'''

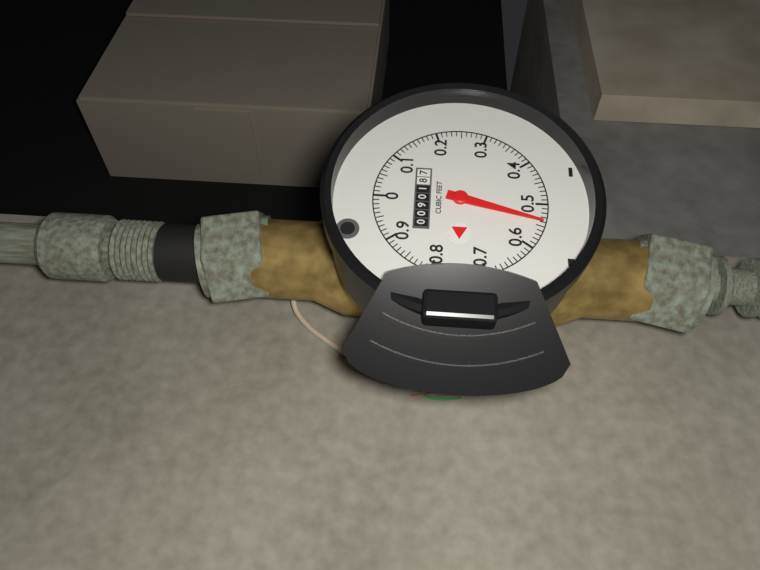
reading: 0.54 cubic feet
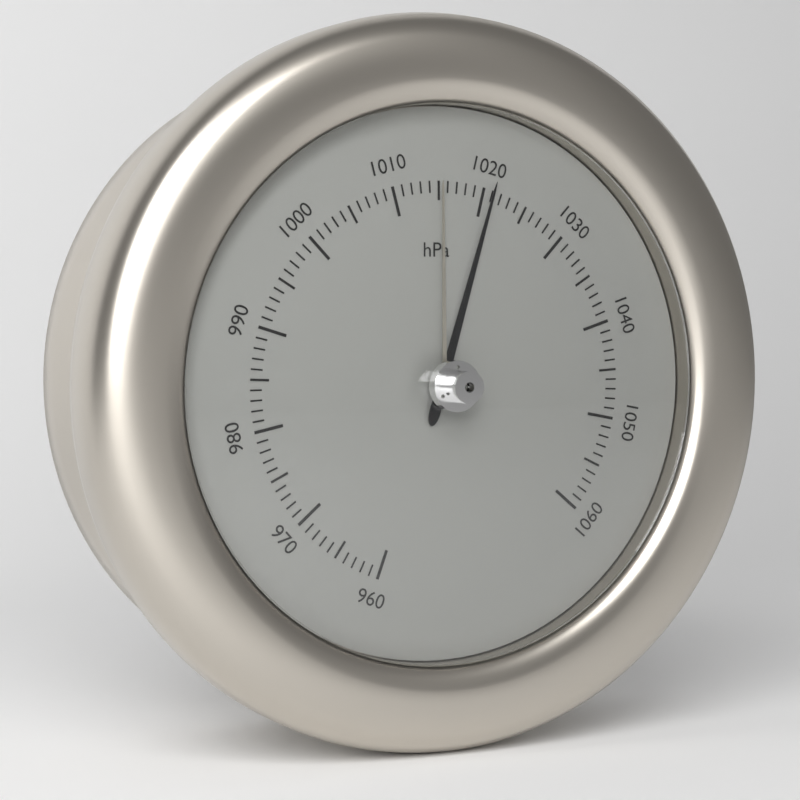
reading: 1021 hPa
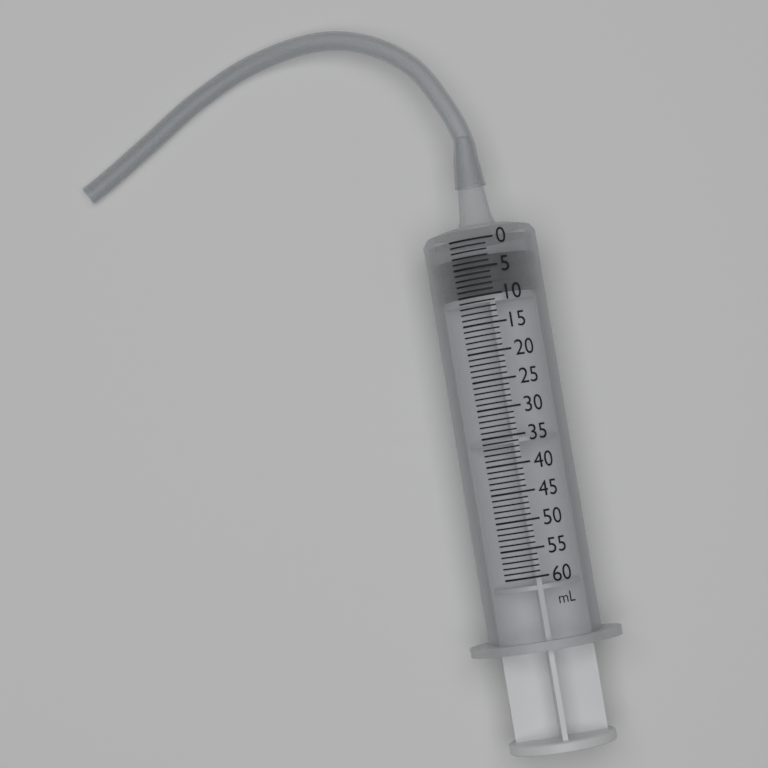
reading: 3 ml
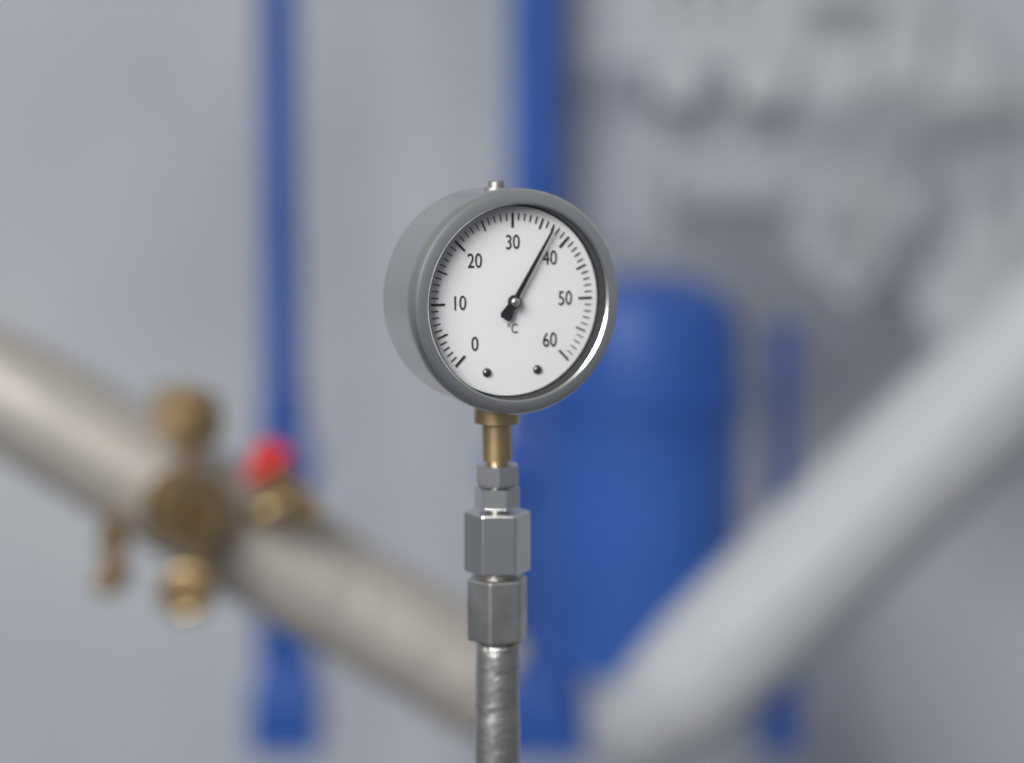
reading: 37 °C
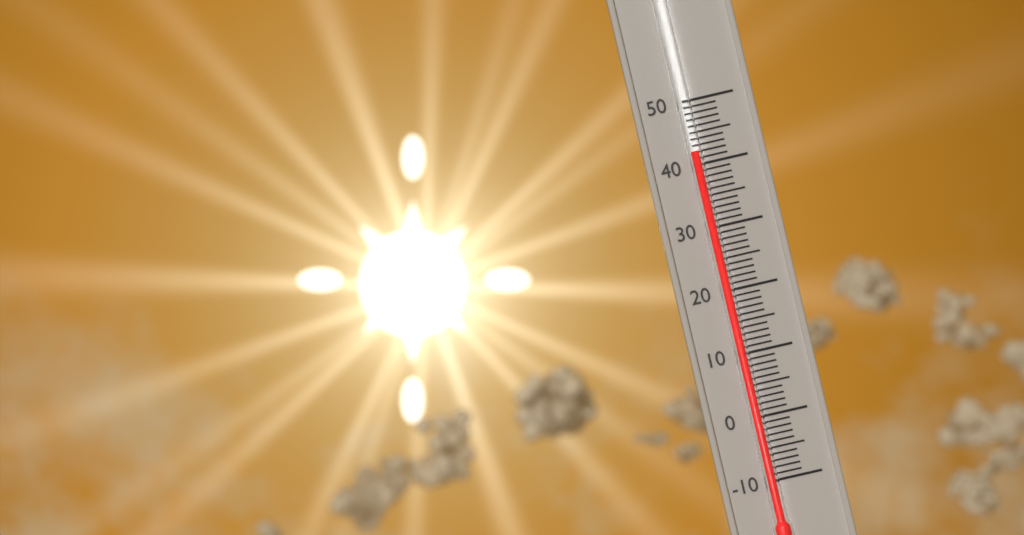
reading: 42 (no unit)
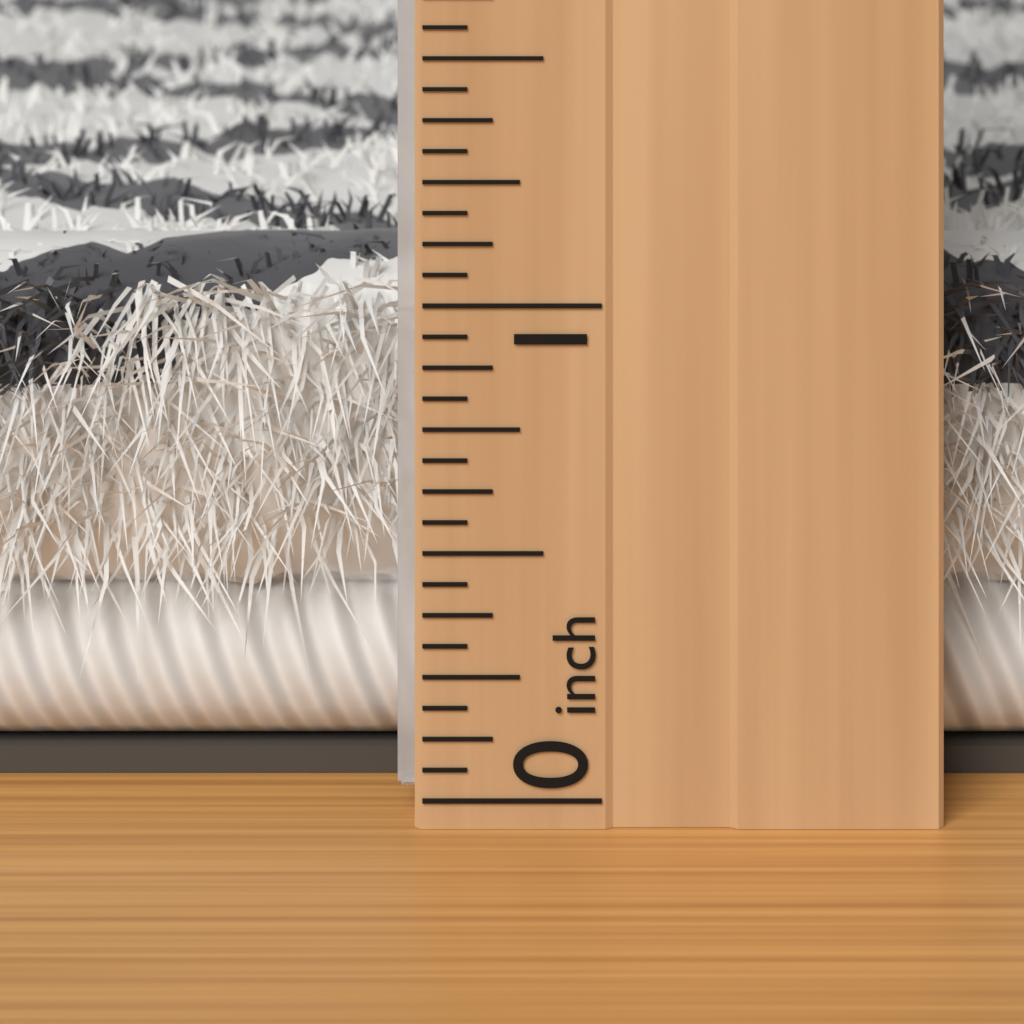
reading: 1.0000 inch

'''

→ **Description of the task**
Exact repetition of all entries is required. The pictures should not appear.

→ **Task solution**
reading: 0.54 cubic feet
reading: 1021 hPa
reading: 3 ml
reading: 37 °C
reading: 42 (no unit)
reading: 1.0000 inch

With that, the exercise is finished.